- [DATA EXTRACTS]
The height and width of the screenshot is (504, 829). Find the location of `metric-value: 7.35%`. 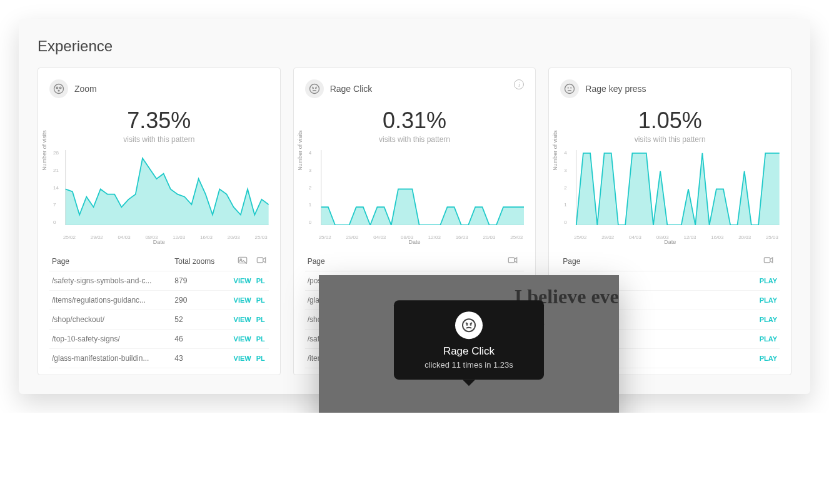

metric-value: 7.35% is located at coordinates (159, 121).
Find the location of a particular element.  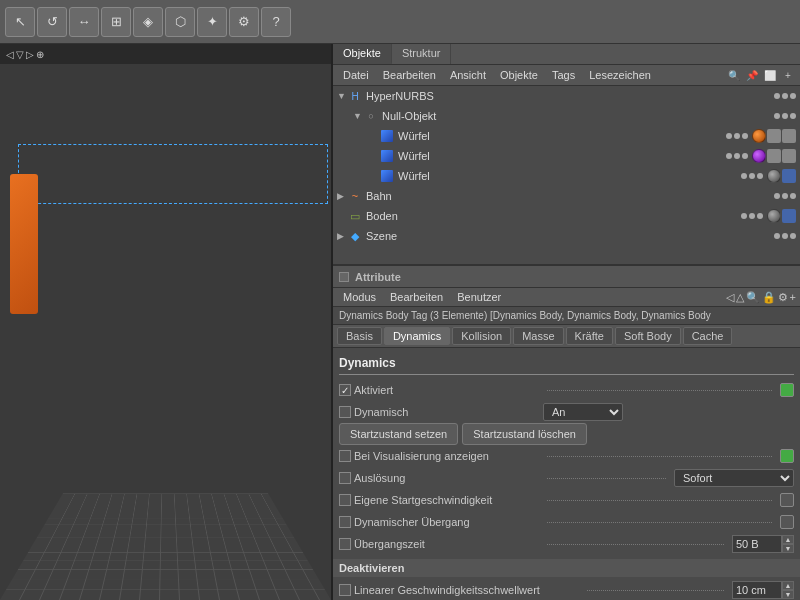

tab-kollision: Kollision is located at coordinates (482, 336).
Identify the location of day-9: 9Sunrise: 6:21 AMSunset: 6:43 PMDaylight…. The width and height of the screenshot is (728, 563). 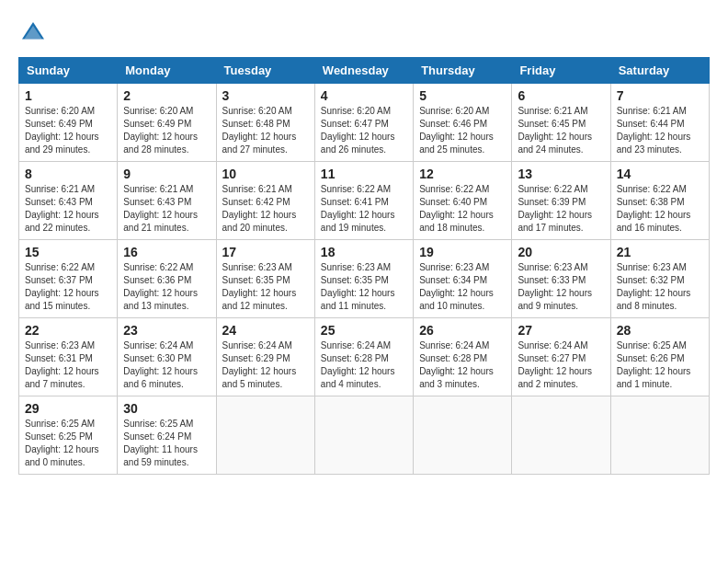
(167, 201).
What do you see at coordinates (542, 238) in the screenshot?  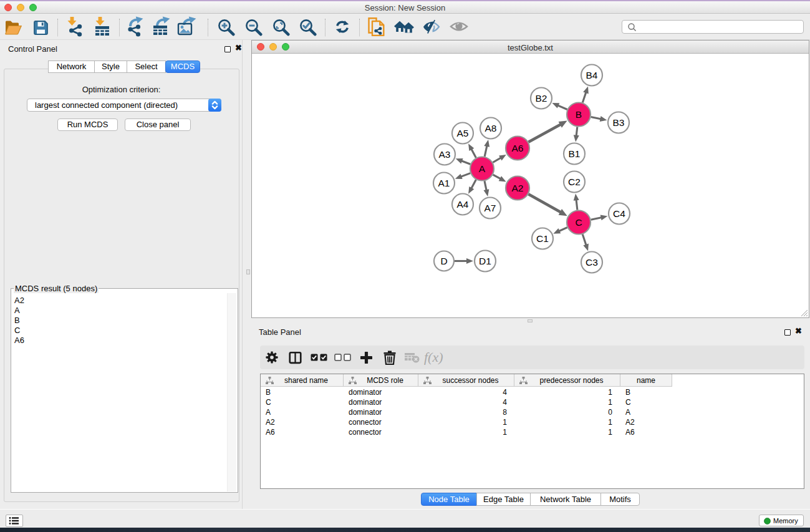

- [HOW TO COMPLETE THIS TASK] Word for word, give the listing above again, but drop any pictures.

- [OUTPUT FOR THIS EXERCISE]
The height and width of the screenshot is (504, 829). Find the location of `metric-value: 7.35%`. 

metric-value: 7.35% is located at coordinates (159, 121).
Find the location of a particular element.  

tab-kollision: Kollision is located at coordinates (482, 336).
Identify the location of day-9: 9Sunrise: 6:21 AMSunset: 6:43 PMDaylight…. The width and height of the screenshot is (728, 563). 
(167, 201).
What do you see at coordinates (542, 238) in the screenshot?  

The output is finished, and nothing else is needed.